The R7 portal ensures that Brazilian parliamentarians are also evaluating the possibility of lowering hours without a salary reduction, through an agreement between employees and employers.
Both proposals must be on the parliamentary discussion agenda in the 2024 legislative year, which begins on February 1.
In the world, the country with the highest average weekly workload is Bhutan, with 54.4 hours per week, more than nine hours a day, six days a week.
The lowest average is in Vanuatu, in Oceania, which has an average working week of 24.7 hours, just over four hours, if a six-day work week is considered.
Authored by Senator Weverton Rocha, the Bill (PEC) once again gained prominence after national companies joined an international experiment that tests the model of four days of work per week.
In this case, the challenge is to reduce the burden on employees and maintain productivity. The companies that joined the tests received training, conferences, organizational diagnosis of the teams and individualized monitoring.
Approved by the Senate Social Affairs Commission, the text seeks to set the interval available for negotiation between employer, employee and union at 14 hours per week, through collective agreements.
Such negotiation is conditional on the preservation of current salaries. In this way, the total hours worked could be adjusted to up to 30 hours per week.
As there was a resource for the examination in plenary, now the content will be voted on by all senators. If approved, it goes to the Chamber of Deputies.
The PEC that reduces the maximum workload to 36 hours per week was presented 25 years ago by the then deputy Paulo Paim, currently a senator.
Another proposal is pending in the lower house, presented by legislator Reginaldo Lopes in 2019.
The two texts provide that the Constitution would be modified to reduce the working day without reduction of salary.
Unlike the project that is in the Senate, the Deputies’ version imposes a period of 10 years for the novelty to be put into practice.
The proposals are supported by a study by the Inter-Union Department of Statistics and Socioeconomic Studies, which states that reducing the working day to 40 hours a week would generate more than three million new jobs.
Secondly, with the reduction to 36 hours per week, approximately six million jobs would be created, according to the research.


Each line of the data below holding the word "square" must be copied.

[Excerpts from a figure dataset]
'''

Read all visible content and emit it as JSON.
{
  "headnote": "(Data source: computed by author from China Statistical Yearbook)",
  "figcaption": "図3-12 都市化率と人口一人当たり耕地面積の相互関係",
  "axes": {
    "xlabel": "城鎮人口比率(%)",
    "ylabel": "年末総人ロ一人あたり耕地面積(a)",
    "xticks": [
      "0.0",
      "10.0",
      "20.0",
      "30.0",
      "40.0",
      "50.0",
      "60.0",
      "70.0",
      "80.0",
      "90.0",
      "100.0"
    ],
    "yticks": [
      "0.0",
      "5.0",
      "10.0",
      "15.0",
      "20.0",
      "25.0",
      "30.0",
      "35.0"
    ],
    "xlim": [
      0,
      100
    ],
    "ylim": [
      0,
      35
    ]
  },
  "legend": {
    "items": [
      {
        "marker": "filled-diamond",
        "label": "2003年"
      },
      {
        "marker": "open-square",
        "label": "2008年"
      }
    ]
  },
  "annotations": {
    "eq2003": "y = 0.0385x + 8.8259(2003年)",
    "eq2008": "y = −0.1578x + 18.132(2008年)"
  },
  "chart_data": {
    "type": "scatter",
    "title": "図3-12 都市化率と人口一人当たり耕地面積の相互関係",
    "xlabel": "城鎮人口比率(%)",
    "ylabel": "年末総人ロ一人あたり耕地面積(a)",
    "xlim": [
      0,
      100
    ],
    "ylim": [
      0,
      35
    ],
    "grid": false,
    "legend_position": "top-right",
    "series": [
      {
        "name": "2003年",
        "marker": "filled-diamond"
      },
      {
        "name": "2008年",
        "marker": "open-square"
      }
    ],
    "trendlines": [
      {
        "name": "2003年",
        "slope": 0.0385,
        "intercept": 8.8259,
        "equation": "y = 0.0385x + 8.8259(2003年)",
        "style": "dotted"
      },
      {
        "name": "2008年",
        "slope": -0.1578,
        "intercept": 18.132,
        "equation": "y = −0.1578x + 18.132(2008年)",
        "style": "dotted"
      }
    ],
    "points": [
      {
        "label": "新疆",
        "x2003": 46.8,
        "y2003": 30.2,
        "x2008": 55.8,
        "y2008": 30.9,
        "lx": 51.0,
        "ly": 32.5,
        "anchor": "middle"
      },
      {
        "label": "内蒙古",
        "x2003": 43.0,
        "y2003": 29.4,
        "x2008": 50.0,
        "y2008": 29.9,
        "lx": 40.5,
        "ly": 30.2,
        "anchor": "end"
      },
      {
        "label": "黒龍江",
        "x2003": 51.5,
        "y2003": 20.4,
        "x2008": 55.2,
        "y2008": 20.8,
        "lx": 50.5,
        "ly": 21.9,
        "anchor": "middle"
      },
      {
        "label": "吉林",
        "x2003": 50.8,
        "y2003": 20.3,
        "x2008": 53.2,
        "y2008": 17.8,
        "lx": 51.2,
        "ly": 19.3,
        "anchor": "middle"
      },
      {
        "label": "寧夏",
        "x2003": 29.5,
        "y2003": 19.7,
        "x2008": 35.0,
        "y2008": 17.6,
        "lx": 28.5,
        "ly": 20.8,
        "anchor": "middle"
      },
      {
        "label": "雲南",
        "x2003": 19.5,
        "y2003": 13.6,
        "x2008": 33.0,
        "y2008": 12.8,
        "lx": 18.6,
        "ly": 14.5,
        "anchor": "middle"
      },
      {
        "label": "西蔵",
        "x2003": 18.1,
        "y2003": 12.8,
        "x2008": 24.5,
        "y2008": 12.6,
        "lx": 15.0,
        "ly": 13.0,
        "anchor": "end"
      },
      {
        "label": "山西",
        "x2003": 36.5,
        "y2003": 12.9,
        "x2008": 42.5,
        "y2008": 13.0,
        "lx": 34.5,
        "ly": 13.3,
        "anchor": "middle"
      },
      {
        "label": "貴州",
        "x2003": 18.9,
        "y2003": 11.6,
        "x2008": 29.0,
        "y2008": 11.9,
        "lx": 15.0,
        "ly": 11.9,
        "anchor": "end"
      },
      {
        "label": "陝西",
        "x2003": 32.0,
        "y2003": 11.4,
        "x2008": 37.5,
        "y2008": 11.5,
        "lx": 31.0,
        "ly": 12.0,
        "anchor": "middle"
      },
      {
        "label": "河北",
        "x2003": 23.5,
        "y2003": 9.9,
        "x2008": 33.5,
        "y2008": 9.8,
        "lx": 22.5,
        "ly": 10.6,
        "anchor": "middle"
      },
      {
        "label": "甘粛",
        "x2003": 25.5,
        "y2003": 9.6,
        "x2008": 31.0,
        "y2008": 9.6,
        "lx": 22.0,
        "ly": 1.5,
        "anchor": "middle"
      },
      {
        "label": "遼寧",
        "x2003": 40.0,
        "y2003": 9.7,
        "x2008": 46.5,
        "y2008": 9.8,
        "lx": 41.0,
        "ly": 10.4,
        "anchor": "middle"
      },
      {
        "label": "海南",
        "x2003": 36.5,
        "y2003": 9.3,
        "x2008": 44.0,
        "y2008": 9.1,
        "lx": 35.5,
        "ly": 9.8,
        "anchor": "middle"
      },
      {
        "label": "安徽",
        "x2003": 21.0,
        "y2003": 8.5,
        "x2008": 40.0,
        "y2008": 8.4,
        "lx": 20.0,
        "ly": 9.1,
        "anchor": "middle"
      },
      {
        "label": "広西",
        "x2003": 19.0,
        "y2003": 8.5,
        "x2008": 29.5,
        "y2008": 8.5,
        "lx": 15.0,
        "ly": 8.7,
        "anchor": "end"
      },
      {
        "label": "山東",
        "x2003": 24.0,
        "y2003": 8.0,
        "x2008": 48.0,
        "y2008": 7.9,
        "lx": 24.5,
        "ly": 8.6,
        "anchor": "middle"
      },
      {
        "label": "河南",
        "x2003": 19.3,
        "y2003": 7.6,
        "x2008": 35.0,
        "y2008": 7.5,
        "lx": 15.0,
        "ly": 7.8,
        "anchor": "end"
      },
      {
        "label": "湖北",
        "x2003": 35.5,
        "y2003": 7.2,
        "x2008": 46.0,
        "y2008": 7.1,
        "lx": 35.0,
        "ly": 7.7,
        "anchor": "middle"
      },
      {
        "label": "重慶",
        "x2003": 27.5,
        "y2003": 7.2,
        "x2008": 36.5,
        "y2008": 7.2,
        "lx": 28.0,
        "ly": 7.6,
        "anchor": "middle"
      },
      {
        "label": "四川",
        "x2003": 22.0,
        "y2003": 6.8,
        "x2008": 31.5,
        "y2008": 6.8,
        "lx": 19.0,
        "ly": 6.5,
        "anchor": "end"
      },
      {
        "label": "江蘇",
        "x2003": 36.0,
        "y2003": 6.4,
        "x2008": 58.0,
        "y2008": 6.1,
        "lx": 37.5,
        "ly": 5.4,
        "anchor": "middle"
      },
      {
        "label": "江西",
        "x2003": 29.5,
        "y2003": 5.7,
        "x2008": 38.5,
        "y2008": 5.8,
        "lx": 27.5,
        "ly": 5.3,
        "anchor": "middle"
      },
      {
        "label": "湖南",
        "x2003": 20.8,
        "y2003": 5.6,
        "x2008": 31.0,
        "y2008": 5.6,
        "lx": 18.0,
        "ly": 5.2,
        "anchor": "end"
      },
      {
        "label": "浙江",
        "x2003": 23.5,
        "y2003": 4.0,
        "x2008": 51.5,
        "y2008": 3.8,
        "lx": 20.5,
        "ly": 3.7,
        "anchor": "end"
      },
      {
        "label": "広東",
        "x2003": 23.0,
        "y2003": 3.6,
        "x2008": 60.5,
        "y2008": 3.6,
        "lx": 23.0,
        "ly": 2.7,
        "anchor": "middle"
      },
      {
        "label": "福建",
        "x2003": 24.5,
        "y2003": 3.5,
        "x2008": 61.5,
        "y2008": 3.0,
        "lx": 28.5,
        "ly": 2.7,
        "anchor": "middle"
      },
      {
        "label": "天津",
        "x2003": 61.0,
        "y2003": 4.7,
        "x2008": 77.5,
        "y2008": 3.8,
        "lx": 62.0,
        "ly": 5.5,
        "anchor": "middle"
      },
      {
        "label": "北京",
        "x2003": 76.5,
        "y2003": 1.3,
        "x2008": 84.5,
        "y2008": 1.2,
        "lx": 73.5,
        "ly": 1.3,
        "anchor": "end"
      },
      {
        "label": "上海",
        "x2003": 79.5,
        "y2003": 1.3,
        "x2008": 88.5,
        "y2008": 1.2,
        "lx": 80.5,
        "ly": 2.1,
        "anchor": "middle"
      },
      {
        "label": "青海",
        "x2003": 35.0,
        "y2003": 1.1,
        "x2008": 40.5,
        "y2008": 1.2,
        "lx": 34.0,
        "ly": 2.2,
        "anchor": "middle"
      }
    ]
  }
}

'''

Task solution:
        "marker": "open-square",
        "marker": "open-square"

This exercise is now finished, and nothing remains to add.